Jake knows what makes Australian tick and he utilizes that fully in his fiction. 


Of all Jake Needham characters, it's Archie Ward that stands out for me. 
He's the kind of guy who after shagging would wipe his Johnson on the curtain. 
He roots, shoots and leaves. 
He's your iconoclastic Australian. 
But don't be fooled for one moment. As far as covers go, Archie Ward is one smooth operator, just as comfortable in the outback dunnies as he is in the humid cooker pressure world of espionage. 


The wise fool, some might say. Or the freelance spy, who is selling his skills to the highest bidder. 


Archie helps out Jack Shepard when he's in a bit of a bind. 
The least questions Jack asks of the Australia Secret Sevice Operative, the better. 
It's an unwritten law between the two. 


"No fancy dinner out for me tonight; I don't have a brass razoo." 


Well how about some intel, I can hear Jack thinking. 
In his working career, Jake has spent some time down under. He's not only brilliant on the vernacular of his own people, but he does a pretty good job sending up Australians too. 


Some characters stay with you longer than they should. They don’t haunt you but they leave an indelible mark that begs for a follow up why they are leaving such a lasting impression.
Archie Ward has cropped up a few times in the Jack Shepherd series. He’s not a main character. He’s a side player. He’s on the side, playing his part very well. You don’t get too many Australian’s appearing in Jack Needham novels but when they do, it’s best to pay attention. 


‘It soon dawned on me that there were very few people who really wanted to go out and tackle the difficult work. I found there was money to be made in solving other people’s problems.’

 
Jack Shephard?  Nope, it was Alan Bond. 


Jack had no doubt that Archie really worked for ASIS, the Australian Secret Intelligence Service, ‘but following accepted etiquette in such matters, I pretended not to know. And for his part, Archie pretended not to know that I knew.’

 
Archie Ward, writes Needham in The Laundry Man, ‘was a redheaded, pathologically profane Aussie’ who Jack had met a few years earlier while tracking down a series of transactions for the HSBC bank in Hong Kong. 


Their trip across Kong Kong on the ferry is about as espionage as it gets. 


Who would have thought that this stuff goes on? 


If Jack Needham is writing about it, then it must be going on. 


‘I had a sudden flash of memory, a vivid image of balancing in the how of the Star Ferry with Archie Ward as we wallowed thought the oily swells of Victoria Harbour.’ 

Meanwhile, Archie Ward was cautiously scanning the crowd around them, deciding on how much he was going to help Jack. 


After a long discussion on what number to call Archie, Jack resigns. 
‘Sometimes I thought Archie did this sort of thing for fun, and sometimes I thought he did to polish up his reputation for being a deeply irritating prick. But he also had a reputation for being uniquely well informed and incredibly well connected all over Asia, so I put up with nonsense like this. Sometimes I wondered how many people did.’ 


This is espionage to the bone. 


One can never be too careful. 


I should know, I change my number about once a month. 


Here's where Jake nails the guy:
 


When the Aussie accent was peeled away and the harmless prankster pose was back in storage, what you had left was a hard guy who knew his way around the back alleys of Asia. He knew where the bodies were buried, which made sense because he had buried a lot of them. 


Jake can see through Archie's facade which endears Archie to the troubleshooter lawyer. 


Jack comments if  Archie has been doing well. 


‘Fair dinky, matey.’ Responds Archie. 


Jack asks him if he’s been filling his empty hours. 


‘I reckon,’ responds Archie. ‘I’ve been as busy as a cat burying shit.’

 
‘I believe that too many people give up too easily in life,' once said an Australian tycoon, adding,  'When you hit a brick wall you must work at getting over it or around it.’ 


And that was the impasse Jack was up against when he contacted Archie through a labyrinth of phone numbers.

 
In The King of Macau, Jake writes how Jack’s second call was to guy named Archie Ward. 


‘Archie isn’t an easy guy to get in touch with.’ 



Though Archie isn’t  a guy who answers his phone,  continues Jake.. ‘He may be the guy who knows everything that’s happening almost anywhere in Asia.’ 

This isn't just a light go over the Australian character, this is much more.

And without Archie Ward in Jake's books, the world would be a bit less interesting.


Every entry here should be copied exactly.

>>

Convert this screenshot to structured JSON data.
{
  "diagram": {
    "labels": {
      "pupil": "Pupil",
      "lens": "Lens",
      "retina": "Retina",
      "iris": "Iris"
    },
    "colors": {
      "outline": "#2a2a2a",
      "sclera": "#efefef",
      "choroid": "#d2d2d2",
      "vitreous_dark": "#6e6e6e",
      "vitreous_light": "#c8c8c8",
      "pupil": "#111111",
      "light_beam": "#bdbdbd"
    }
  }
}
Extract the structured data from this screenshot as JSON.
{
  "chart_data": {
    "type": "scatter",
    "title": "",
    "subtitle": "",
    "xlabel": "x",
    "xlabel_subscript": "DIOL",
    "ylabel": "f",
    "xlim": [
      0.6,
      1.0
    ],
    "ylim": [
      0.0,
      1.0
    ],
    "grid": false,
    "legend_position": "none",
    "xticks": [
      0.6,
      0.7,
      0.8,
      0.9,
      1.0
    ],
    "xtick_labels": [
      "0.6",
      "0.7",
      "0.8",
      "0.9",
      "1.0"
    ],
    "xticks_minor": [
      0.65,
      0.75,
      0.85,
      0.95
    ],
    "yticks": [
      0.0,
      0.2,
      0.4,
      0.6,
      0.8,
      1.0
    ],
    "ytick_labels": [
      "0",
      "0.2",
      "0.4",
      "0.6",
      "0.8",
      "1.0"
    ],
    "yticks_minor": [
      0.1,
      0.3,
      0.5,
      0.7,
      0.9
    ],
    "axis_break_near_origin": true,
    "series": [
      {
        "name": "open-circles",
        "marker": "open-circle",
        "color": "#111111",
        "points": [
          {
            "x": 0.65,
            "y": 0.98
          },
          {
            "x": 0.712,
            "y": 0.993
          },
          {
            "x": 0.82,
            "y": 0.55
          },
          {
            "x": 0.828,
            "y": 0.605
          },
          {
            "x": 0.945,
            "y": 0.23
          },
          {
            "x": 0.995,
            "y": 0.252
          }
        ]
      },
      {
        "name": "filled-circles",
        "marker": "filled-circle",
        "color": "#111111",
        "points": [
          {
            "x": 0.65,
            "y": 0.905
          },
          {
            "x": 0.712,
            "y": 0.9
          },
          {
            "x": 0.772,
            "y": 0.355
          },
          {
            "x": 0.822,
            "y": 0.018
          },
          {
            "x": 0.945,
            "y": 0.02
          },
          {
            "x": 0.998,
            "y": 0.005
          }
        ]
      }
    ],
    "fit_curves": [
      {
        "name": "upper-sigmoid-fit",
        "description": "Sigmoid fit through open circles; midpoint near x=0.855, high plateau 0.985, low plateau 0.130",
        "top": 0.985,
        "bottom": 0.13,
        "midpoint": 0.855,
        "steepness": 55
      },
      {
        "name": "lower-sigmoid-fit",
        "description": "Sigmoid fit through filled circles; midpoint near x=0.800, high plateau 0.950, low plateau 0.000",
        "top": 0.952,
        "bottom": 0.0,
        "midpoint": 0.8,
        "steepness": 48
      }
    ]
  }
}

<<

**RESULT OF THE EXERCISE:**
Convert this screenshot to structured JSON data.
{
  "diagram": {
    "labels": {
      "pupil": "Pupil",
      "lens": "Lens",
      "retina": "Retina",
      "iris": "Iris"
    },
    "colors": {
      "outline": "#2a2a2a",
      "sclera": "#efefef",
      "choroid": "#d2d2d2",
      "vitreous_dark": "#6e6e6e",
      "vitreous_light": "#c8c8c8",
      "pupil": "#111111",
      "light_beam": "#bdbdbd"
    }
  }
}
Extract the structured data from this screenshot as JSON.
{
  "chart_data": {
    "type": "scatter",
    "title": "",
    "subtitle": "",
    "xlabel": "x",
    "xlabel_subscript": "DIOL",
    "ylabel": "f",
    "xlim": [
      0.6,
      1.0
    ],
    "ylim": [
      0.0,
      1.0
    ],
    "grid": false,
    "legend_position": "none",
    "xticks": [
      0.6,
      0.7,
      0.8,
      0.9,
      1.0
    ],
    "xtick_labels": [
      "0.6",
      "0.7",
      "0.8",
      "0.9",
      "1.0"
    ],
    "xticks_minor": [
      0.65,
      0.75,
      0.85,
      0.95
    ],
    "yticks": [
      0.0,
      0.2,
      0.4,
      0.6,
      0.8,
      1.0
    ],
    "ytick_labels": [
      "0",
      "0.2",
      "0.4",
      "0.6",
      "0.8",
      "1.0"
    ],
    "yticks_minor": [
      0.1,
      0.3,
      0.5,
      0.7,
      0.9
    ],
    "axis_break_near_origin": true,
    "series": [
      {
        "name": "open-circles",
        "marker": "open-circle",
        "color": "#111111",
        "points": [
          {
            "x": 0.65,
            "y": 0.98
          },
          {
            "x": 0.712,
            "y": 0.993
          },
          {
            "x": 0.82,
            "y": 0.55
          },
          {
            "x": 0.828,
            "y": 0.605
          },
          {
            "x": 0.945,
            "y": 0.23
          },
          {
            "x": 0.995,
            "y": 0.252
          }
        ]
      },
      {
        "name": "filled-circles",
        "marker": "filled-circle",
        "color": "#111111",
        "points": [
          {
            "x": 0.65,
            "y": 0.905
          },
          {
            "x": 0.712,
            "y": 0.9
          },
          {
            "x": 0.772,
            "y": 0.355
          },
          {
            "x": 0.822,
            "y": 0.018
          },
          {
            "x": 0.945,
            "y": 0.02
          },
          {
            "x": 0.998,
            "y": 0.005
          }
        ]
      }
    ],
    "fit_curves": [
      {
        "name": "upper-sigmoid-fit",
        "description": "Sigmoid fit through open circles; midpoint near x=0.855, high plateau 0.985, low plateau 0.130",
        "top": 0.985,
        "bottom": 0.13,
        "midpoint": 0.855,
        "steepness": 55
      },
      {
        "name": "lower-sigmoid-fit",
        "description": "Sigmoid fit through filled circles; midpoint near x=0.800, high plateau 0.950, low plateau 0.000",
        "top": 0.952,
        "bottom": 0.0,
        "midpoint": 0.8,
        "steepness": 48
      }
    ]
  }
}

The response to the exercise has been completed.